William Hart’s “Lead & Copper” (2024) narrates the recent public history of Flint City in Michigan. It’s set against the muck of the lead crisis, sweeping into water channels and cutting off healthy access. So much of the disaster wrought by corporations and administration comes through collusion in ignorance. Lots of tangents creep up, permeated with a darkening realization of one being railroaded by atrocious politics.

Ever since Flint’s local government shifted to relying on the city’s polluted river as a primary water source, fissures have opened up. The city has been in decline. A link to racial segregation is also underlined. Hart’s film is full of technical intricacies, zeroing in with the minuteness of inquiry into the interplay between public and private. How do the decisions of major administrative players impact the everyday lives of citizens? How do laziness, the ignorance in maintaining essential duty manifest in the slow deadly effects curling all over a group of people? The web it casts is immense and searching. No one is exempt.

The local government is complicit in the denial and erasure of concrete truths. There’s a distinct lack of admission and attestation to the starkly evident circumstances of neglect and oversights. Legally, Flint’s government would be mired in backlash but it also needs citizens who are aware of the lies and gaslighting fed to them. This cognizance brings the situation into clear view. The bones tumble out of the closet. There’s no more scope for hiding or manipulation. What such situations necessitate are individuals daring to see through the minefield of dangerous narratives in the garb of rhetoric. The complacency of the government can reach alarming extremes if it’s not kept in check. What of the corrosion controls does the State freely overlook and pass off as guaranteed? This has massive ramifications.

A system of balances on power is exercised by citizens articulating the risk of acceding to whatever is hosed into the public discourse. LeAnne is one such blazing example who steadfastly holds on to what strikes her as problematic. She doesn’t leave fighting the good fight. Nothing deters her, none of the slighting and mockery by authorities dents her spirit. She speaks up and rallies everyone she can, not just for the sake of her own children, but also for others directly affected by the dangerously high levels of lead in the water.

Lead & Copper (2024) Movie Review
A still from “Lead & Copper” (2024)

The film is alert to the ways in which public narratives are constructed as well as their unmaking when citizens break through its palpable cracks. These reveal themselves as bloated and unmistakable once someone starts connecting the dots. A vicious picture emerges. This is a film rigorously attuned to factual details. There’s the confrontation of the genuflection from the truth and blatant peddling of misinformation and planted narratives; just the enormity, the scale of the crisis is gutting, let alone the many vectors it swoops on.

“Lead & Copper” is a portrait of perseverance and incredible single-minded toil to ensure one gets their fundamental rights secure and sure. However, the documentary gets so occupied in untangling the intricacies it courts being punishingly dry. You yearn for the inner lives of people, the shape of conflicts. The passion and the anger don’t cut as deep as they should. The emotional texture should buttress the persistence of breaking through official rigmaroles and forcing accountability. This is strangely remiss in the film.

You don’t really get a sense of the people beyond their grit and resistance. That is just posited as their defining trait, like a mother insistent on ensuring safety for her kids in an increasingly endangered environment. Nevertheless, the level of lies lands several staggering blows. The documentary struggles to situate a balance between righteous rage and hard-eyed detail. The latter overwhelms or rather completely erodes the scope of the former.

“Lead & Copper” fumbles in transmitting the charge and urgency, constantly bogged down by its granular emphasis. Where’s the human drama? The question lingers intensely, irrepressibly. Despite interweaving conversations over a considerable span of time with a wide range of stakeholders, it doesn’t effectively mine the tussle of perspectives, content to be a flat admonishment. It’s a missed opportunity to be something truly searing.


◆ To do
Scan the entries that follow for the word "digital", then report every line in which it appears.

(Items from a data source)
————

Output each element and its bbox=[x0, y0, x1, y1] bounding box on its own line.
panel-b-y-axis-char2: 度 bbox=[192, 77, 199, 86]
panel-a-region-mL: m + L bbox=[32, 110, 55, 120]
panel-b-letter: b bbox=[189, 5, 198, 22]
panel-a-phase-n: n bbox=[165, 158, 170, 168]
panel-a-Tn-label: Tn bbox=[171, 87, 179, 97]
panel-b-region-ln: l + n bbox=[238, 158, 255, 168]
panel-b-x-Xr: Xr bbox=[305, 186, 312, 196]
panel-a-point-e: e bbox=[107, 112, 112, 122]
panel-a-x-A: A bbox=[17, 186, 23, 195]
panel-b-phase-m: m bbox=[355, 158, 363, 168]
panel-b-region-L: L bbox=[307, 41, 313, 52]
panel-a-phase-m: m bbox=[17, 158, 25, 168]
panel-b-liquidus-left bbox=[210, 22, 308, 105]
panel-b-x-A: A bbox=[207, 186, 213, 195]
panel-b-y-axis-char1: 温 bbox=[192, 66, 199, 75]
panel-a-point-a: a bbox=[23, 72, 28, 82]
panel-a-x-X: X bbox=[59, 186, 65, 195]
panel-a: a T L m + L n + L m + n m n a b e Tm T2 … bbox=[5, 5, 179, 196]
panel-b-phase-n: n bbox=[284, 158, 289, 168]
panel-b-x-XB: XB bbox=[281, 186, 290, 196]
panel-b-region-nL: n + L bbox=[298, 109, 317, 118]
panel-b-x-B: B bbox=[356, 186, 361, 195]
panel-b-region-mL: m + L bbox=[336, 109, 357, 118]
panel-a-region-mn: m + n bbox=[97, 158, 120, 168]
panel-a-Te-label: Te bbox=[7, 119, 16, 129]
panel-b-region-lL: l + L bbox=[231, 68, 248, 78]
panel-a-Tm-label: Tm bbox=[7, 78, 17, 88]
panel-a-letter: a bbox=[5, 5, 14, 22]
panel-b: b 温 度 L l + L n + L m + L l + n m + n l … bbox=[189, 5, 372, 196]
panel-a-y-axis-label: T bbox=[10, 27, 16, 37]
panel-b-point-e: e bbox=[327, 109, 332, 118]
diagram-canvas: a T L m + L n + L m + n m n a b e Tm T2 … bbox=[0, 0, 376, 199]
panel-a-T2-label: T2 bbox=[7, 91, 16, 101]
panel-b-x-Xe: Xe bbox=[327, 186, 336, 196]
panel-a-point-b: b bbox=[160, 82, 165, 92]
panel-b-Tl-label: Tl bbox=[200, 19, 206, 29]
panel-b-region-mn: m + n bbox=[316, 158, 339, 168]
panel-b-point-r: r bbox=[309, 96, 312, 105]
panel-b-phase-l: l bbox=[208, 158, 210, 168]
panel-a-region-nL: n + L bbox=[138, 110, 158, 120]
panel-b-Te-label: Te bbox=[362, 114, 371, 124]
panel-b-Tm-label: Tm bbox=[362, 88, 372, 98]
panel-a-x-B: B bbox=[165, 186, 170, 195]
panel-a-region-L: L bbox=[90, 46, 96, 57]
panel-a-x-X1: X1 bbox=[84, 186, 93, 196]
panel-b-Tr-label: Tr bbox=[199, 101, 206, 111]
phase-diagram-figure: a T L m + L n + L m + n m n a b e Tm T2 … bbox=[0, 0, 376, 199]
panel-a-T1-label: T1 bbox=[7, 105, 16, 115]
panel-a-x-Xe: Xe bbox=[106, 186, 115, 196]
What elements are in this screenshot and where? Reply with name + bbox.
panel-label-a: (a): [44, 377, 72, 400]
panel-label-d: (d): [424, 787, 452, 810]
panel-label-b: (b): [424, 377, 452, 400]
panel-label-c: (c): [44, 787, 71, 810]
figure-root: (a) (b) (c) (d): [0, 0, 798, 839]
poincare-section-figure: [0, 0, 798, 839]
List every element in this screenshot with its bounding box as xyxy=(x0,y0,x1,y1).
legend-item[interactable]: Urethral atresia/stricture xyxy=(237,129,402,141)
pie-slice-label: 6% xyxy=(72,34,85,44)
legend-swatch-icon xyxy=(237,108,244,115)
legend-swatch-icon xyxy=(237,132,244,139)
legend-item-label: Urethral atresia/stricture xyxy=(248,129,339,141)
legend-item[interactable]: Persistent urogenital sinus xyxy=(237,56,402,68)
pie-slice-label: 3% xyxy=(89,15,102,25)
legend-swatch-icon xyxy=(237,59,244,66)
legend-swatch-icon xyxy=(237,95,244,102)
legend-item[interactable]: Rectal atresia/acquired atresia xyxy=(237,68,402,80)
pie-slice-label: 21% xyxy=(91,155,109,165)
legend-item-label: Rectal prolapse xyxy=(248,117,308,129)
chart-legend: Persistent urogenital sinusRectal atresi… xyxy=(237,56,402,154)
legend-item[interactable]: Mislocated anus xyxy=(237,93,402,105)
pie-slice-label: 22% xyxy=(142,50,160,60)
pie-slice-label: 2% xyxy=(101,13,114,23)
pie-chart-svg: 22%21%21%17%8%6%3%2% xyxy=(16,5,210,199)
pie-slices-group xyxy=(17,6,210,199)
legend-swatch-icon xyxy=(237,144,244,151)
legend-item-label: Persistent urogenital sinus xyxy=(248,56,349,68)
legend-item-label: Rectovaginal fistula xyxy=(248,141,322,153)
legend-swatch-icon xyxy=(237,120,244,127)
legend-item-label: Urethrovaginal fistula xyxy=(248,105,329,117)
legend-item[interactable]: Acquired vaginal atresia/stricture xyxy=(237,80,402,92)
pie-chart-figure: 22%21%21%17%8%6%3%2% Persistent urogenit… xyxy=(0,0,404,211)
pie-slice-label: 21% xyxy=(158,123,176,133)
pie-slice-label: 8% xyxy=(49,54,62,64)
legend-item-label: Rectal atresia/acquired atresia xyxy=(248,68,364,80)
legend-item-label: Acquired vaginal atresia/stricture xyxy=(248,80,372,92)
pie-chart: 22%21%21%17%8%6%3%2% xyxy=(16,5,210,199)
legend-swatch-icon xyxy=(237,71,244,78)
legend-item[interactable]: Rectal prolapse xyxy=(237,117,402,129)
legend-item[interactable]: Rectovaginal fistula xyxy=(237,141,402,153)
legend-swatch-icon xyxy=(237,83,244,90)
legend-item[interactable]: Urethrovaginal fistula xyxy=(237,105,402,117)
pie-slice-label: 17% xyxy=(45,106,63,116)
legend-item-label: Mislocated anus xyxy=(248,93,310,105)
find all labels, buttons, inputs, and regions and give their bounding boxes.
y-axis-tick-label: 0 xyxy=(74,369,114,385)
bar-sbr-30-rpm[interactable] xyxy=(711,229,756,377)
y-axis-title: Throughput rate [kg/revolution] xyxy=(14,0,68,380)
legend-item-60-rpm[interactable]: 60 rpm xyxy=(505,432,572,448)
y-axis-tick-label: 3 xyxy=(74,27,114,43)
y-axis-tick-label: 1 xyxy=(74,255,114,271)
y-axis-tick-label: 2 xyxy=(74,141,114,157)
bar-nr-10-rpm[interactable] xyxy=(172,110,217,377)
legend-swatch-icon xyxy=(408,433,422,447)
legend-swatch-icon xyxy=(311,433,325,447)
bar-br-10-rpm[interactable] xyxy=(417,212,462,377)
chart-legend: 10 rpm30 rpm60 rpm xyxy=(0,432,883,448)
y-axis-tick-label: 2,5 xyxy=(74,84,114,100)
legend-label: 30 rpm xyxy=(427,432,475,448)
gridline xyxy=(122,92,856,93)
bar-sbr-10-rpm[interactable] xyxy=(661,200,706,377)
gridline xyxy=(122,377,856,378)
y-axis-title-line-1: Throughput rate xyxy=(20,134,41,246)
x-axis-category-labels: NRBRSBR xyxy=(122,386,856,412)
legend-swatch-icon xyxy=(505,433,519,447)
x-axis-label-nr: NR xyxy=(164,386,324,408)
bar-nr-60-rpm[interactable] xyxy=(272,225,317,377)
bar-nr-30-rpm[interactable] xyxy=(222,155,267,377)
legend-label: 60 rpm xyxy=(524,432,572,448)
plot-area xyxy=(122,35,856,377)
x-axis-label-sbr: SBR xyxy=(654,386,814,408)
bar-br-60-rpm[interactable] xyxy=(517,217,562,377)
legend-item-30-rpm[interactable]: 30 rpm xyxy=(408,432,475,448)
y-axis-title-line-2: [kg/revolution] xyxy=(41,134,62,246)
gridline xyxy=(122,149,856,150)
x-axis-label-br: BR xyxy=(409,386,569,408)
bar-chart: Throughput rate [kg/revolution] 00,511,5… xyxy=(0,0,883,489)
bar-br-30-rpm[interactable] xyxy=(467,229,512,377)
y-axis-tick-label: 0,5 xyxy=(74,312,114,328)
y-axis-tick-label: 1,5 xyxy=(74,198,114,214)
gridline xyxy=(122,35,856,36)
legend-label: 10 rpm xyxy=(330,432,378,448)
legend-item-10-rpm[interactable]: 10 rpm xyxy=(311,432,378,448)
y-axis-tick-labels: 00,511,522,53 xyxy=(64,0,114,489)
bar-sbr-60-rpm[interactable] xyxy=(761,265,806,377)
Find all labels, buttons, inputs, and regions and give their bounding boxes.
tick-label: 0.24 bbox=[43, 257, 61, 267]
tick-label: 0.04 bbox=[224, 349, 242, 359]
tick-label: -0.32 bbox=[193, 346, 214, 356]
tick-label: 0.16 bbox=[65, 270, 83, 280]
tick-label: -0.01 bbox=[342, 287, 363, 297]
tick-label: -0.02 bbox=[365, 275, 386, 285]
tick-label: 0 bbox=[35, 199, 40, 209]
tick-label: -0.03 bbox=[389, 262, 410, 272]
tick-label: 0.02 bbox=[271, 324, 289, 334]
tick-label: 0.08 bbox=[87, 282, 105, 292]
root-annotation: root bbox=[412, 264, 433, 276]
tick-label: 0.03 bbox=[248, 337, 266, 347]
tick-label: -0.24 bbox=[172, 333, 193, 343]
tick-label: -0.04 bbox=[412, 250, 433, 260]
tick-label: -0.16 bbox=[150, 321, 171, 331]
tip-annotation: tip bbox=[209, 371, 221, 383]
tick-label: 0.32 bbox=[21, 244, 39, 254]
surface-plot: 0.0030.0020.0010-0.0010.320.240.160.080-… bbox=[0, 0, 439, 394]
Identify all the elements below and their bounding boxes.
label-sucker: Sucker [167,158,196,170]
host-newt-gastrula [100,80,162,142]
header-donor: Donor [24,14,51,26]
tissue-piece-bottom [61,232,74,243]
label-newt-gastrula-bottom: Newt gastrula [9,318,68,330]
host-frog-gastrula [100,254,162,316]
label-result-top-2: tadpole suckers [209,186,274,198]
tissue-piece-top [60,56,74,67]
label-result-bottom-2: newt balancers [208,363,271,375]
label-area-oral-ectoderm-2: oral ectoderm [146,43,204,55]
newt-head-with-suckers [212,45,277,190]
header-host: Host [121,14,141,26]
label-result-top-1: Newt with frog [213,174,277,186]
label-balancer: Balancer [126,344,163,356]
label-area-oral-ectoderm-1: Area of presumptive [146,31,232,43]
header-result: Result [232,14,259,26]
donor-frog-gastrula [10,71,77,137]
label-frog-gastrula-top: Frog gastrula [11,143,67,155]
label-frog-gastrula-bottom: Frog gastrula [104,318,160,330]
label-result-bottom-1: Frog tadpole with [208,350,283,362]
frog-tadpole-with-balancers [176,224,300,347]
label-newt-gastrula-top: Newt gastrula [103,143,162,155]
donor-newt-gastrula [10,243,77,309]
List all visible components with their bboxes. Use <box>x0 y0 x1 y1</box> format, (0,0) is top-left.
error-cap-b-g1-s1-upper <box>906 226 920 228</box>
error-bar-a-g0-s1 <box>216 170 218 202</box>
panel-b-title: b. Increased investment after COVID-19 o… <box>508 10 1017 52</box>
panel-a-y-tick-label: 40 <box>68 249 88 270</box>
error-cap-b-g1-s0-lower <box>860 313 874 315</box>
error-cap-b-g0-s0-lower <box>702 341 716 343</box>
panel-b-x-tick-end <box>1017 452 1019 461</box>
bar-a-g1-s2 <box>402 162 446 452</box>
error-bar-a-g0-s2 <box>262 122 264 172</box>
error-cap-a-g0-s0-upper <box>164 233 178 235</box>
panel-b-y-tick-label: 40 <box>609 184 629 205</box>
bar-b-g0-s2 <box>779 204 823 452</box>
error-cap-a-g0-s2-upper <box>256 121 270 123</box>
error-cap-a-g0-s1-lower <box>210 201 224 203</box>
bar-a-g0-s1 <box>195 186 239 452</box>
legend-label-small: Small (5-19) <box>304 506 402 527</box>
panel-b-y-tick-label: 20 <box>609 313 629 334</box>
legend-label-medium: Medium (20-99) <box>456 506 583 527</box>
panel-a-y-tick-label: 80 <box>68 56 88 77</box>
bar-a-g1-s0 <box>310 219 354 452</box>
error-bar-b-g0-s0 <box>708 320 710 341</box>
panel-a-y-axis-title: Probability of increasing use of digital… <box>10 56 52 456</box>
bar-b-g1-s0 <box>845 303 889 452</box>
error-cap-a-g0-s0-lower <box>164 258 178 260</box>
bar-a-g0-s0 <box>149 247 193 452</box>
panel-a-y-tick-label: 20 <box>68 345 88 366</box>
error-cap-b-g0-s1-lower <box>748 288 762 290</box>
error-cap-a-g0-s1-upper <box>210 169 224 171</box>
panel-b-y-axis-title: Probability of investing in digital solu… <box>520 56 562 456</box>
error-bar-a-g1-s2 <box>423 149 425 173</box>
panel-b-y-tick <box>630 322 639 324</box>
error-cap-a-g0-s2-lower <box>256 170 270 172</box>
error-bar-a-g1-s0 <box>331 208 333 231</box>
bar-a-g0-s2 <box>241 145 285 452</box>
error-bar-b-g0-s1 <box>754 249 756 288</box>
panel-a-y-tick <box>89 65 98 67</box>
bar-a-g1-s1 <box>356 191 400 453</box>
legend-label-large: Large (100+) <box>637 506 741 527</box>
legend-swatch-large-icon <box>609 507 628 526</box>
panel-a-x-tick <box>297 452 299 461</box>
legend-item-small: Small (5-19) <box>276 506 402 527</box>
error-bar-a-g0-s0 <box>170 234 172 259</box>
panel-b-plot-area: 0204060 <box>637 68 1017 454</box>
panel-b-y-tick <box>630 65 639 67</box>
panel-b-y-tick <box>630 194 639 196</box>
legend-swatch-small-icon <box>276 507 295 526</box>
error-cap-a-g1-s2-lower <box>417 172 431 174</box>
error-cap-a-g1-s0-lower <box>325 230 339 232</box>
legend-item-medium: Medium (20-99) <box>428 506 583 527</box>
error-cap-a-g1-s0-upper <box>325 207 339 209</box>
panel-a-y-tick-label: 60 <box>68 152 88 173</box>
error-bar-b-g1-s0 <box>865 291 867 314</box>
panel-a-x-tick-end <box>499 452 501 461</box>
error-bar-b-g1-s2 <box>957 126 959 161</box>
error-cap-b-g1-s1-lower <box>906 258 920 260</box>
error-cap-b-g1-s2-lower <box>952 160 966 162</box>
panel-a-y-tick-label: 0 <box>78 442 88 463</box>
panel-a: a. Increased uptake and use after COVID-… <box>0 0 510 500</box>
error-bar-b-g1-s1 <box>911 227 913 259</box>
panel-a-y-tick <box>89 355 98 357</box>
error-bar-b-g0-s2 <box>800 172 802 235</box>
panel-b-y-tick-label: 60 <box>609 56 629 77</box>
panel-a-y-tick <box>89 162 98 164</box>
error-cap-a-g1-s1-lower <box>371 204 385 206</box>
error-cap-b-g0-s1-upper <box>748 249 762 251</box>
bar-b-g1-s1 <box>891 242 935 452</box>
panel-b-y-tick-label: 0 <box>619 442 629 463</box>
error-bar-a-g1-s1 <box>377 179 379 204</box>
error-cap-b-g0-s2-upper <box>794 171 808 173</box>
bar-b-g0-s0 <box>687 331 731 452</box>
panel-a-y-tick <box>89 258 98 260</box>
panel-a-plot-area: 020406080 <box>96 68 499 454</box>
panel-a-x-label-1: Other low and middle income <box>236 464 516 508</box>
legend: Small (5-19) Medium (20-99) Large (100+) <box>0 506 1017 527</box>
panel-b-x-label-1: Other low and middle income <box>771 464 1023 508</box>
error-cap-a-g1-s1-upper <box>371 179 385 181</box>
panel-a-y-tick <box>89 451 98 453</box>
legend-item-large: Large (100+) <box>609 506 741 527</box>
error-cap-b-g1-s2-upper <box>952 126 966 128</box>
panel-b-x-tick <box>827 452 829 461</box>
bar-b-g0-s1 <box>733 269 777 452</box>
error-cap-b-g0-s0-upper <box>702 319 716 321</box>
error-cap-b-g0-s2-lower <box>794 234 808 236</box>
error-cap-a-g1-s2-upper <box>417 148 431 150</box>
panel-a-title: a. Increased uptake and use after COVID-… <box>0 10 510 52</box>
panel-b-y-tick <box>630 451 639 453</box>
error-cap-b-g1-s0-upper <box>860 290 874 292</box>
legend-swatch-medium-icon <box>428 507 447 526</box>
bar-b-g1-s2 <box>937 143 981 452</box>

————

◆ Exercise response
panel-a-y-axis-title: Probability of increasing use of digital… <box>10 56 52 456</box>
panel-b-y-axis-title: Probability of investing in digital solu… <box>520 56 562 456</box>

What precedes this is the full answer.